How Heroku Is ‘Re-Platforming’ Its Platform

Building an internal platform, or moving a legacy monolith to microservices and the cloud, can be a huge undertaking. Such projects might pale in comparison, though, to what Heroku’s been up to for the last year and a half.
In that time frame, the Platform as a Service company has been “re-platforming the platform,” according to Betty Junod, chief marketing officer and senior vice president of Heroku at Salesforce. (Salesforce has owned Heroku since 2011.)
“That’s a big enough decision for end-user organizations,” Junod told me in this On the Road episode of The New Stack Makers, recorded at KubeCon + CloudNativeCon Europe, in London.
“But then for someone like us, who is hosting thousands and thousands of end users on our platform, it was kind of a big decision.”
The next generation of Heroku, codenamed Fir, will move to general availability this month.
As part of its re-platforming, Heroku reaffirmed its open source bona fides. It moved to Kubernetes OCI (Open Container Initiative), open standards that govern container formats and runtimes.
The new, improved platform also includes Heroku Cloud Native Buildpacks, which allow developers to create a production-ready container image for their applications without using a Dockerfile.
Heroku, which started in 2007, was an early developer of Buildpacks, said Junod. “It was before Docker, it was before containers. It was the early days of AWS. And so our service is built on AWS, but we, our engineers, had to custom roll our own containerization using LXC and our own orchestration.”
The project started out on Ruby on Rails, Junod noted. Today, it supports eight languages, including Go, Java, PHP and Python.
Rethinking the ‘Twelve-Factor Apps’ Methodology
Heroku has become a platinum member of the Cloud Native Computing Foundation (CNCF), Junod told the Makers audience, signaling an increased commitment to the open source community.
.As part of its three-year platinum membership, “we have a seat on the governing board, so we’re actively participating there,” she said. “As we’re looking at the technologies we can bring into the platform, it allows us to kind of engage with those contributors and projects.”
For instance, “OpenTelemetry is another one we’ve been … spending more time with because we’re bringing that into the platform. So this has really been the beginning of a much more fruitful journey with the entire cloud native ecosystem.”
This past November, Heroku open sourced its Twelve-Factor Apps methodology (you can learn more about that from a previous episode of Makers). The Twelve-Factor Apps standards were “kind of a manifesto methodology… on how to build reliable, performing apps for the cloud,” Junod said. “Because it was still new. People didn’t know; how should we do certain things?”

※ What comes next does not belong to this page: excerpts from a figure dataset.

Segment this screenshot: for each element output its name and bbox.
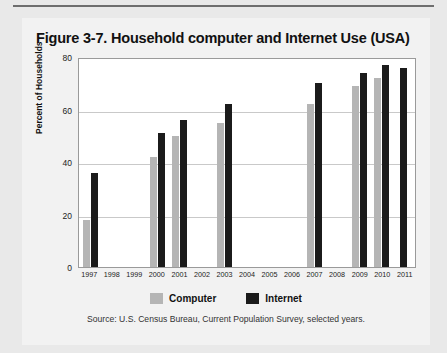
bar-internet-2011	[400, 68, 407, 268]
bars-layer	[79, 59, 415, 267]
legend-label: Computer	[169, 293, 216, 304]
bar-computer-1997	[83, 220, 90, 267]
legend-item-internet: Internet	[246, 293, 302, 304]
bar-internet-2003	[225, 104, 232, 267]
bar-group	[370, 59, 392, 267]
chart-legend: ComputerInternet	[22, 290, 430, 306]
bar-computer-2000	[150, 157, 157, 267]
x-axis-tick-label: 2005	[258, 270, 281, 286]
bar-group	[79, 59, 101, 267]
top-divider-rule	[13, 5, 434, 7]
bar-computer-2001	[172, 136, 179, 267]
bar-computer-2010	[374, 78, 381, 267]
bar-internet-2001	[180, 120, 187, 267]
bar-internet-2000	[158, 133, 165, 267]
bar-group	[236, 59, 258, 267]
x-axis-tick-label: 2000	[146, 270, 169, 286]
y-axis-tick-label: 80	[63, 53, 72, 63]
bar-computer-2007	[307, 104, 314, 267]
chart-plot-wrapper: Percent of Households 020406080 19971998…	[36, 58, 416, 288]
x-axis-tick-label: 1999	[123, 270, 146, 286]
bar-group	[348, 59, 370, 267]
bar-group	[393, 59, 415, 267]
x-axis-tick-label: 2002	[191, 270, 214, 286]
bar-group	[325, 59, 347, 267]
y-axis-tick-label: 40	[63, 158, 72, 168]
bar-group	[191, 59, 213, 267]
bar-internet-1997	[91, 173, 98, 268]
bar-group	[169, 59, 191, 267]
legend-item-computer: Computer	[150, 293, 216, 304]
x-axis-tick-label: 2010	[371, 270, 394, 286]
bar-internet-2007	[315, 83, 322, 267]
y-axis-label: Percent of Households	[34, 41, 44, 134]
y-axis-tick-label: 20	[63, 211, 72, 221]
bar-group	[258, 59, 280, 267]
x-axis-tick-label: 2007	[303, 270, 326, 286]
bar-group	[101, 59, 123, 267]
bar-computer-2009	[352, 86, 359, 267]
bar-group	[124, 59, 146, 267]
figure-title: Figure 3-7. Household computer and Inter…	[36, 30, 410, 46]
x-axis-ticks: 1997199819992000200120022003200420052006…	[78, 270, 416, 286]
computer-swatch	[150, 293, 163, 304]
x-axis-tick-label: 2003	[213, 270, 236, 286]
y-axis-ticks: 020406080	[46, 58, 76, 268]
x-axis-tick-label: 2004	[236, 270, 259, 286]
internet-swatch	[246, 293, 259, 304]
x-axis-tick-label: 2008	[326, 270, 349, 286]
x-axis-tick-label: 1998	[101, 270, 124, 286]
x-axis-tick-label: 2006	[281, 270, 304, 286]
bar-group	[303, 59, 325, 267]
x-axis-tick-label: 1997	[78, 270, 101, 286]
bar-group	[281, 59, 303, 267]
x-axis-tick-label: 2001	[168, 270, 191, 286]
figure-panel: Figure 3-7. Household computer and Inter…	[22, 18, 430, 345]
y-axis-tick-label: 0	[67, 263, 72, 273]
legend-label: Internet	[265, 293, 302, 304]
y-axis-tick-label: 60	[63, 106, 72, 116]
bar-computer-2003	[217, 123, 224, 267]
bar-group	[146, 59, 168, 267]
source-note: Source: U.S. Census Bureau, Current Popu…	[22, 314, 430, 324]
x-axis-tick-label: 2009	[348, 270, 371, 286]
plot-area	[78, 58, 416, 268]
bar-internet-2009	[360, 73, 367, 267]
x-axis-tick-label: 2011	[393, 270, 416, 286]
bar-internet-2010	[382, 65, 389, 267]
bar-group	[213, 59, 235, 267]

Going forward, she said, the community will be involved in updating that methodology, addressing issues like secrets and workload identity that have gained in relevance over the years.
The question project contributors will be asking about the Twelve Factors, she said is, “How do they still apply in today’s world? Because now we have lots of companies who have run massive amounts of infrastructure and massive amounts massive applications at web scale.
“So how can we take those learnings, codify them into updating those factors, and maybe some factors need to be looked at and applied differently now that we know more. And then sharing that back out with the community. “
Check out the full episode for more on the next generation of Heroku, including how it’s integrating AI and the needs of data scientists as well as developers into its platform.